Many teachers provided review work for virtual learning instead new material.

“There’s no way to be punitive to children who have been sick or whose teachers have been,” Caldwell said.

With the spike in COVID cases and hospitalizations and the presence of the omicron variant, other West Tennessee school systems have closed over the past month. Some schools moved to remote learning under the waiver or the district closed for a few days with stockpile days.

School districts get 13 stockpile days – days accumulated by districts having seven hours of school rather than the required 6 1/2 hours. The days are often used for weather or districtwide closures due to COVID-19 since the pandemic started.

School districts can’t request the waiver as a district but can for individual schools, which is what the three-school district of West Carroll did and what other districts can do if they can document the need.

The smaller the district, the higher that chance.

Across the West Tennessee region, there are districts with as little as one school like Alamo City School and as many as more than two dozen like Jackson-Madison County Schools. There are counties made up of three-school districts of an elementary, middle and high school, a K-8 school and high school and/or a K-12, such as the five districts in Carroll County.
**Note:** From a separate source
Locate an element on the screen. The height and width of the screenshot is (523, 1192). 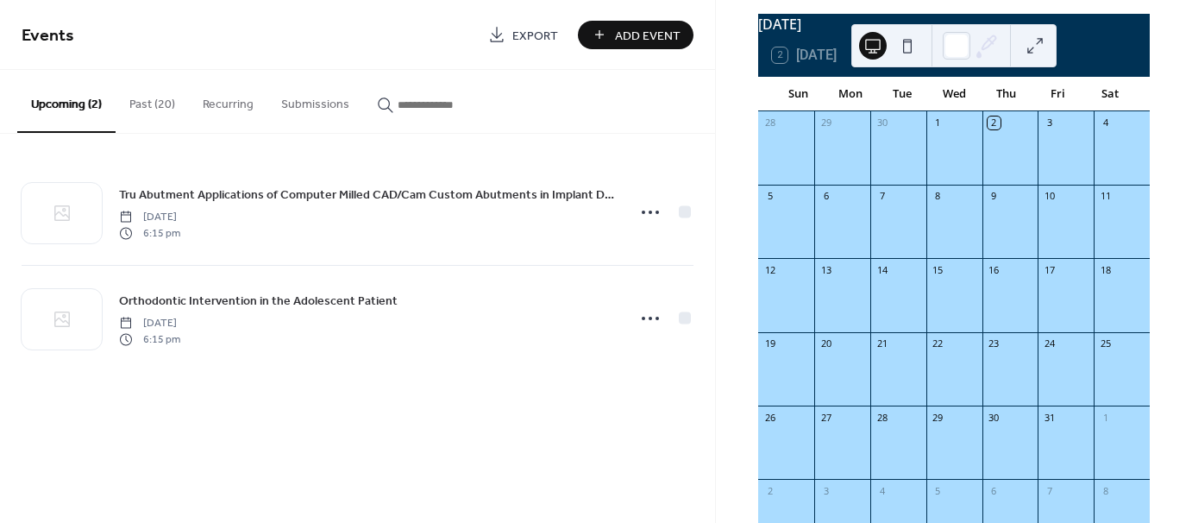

Read more: Schools use closures or virtual days to address illness during COVID-19 surge

From the state: Tennessee grants four districts permission to switch to virtual learning — for all of their individual schools

“It’s like there’s no good choice,” he said. “The waiver just provides relief if you can do what you can in remote learning.”

Districts can close classes and schools, if approved, and try to overcome the difficulties of an immediate pivot to remote learning or risk exhausting their limited number of stockpile days for unforeseen things in the future, Caldwell said.

While the waiver spares those days, he said “there is not quality learning in an immediate switch to remote learning.”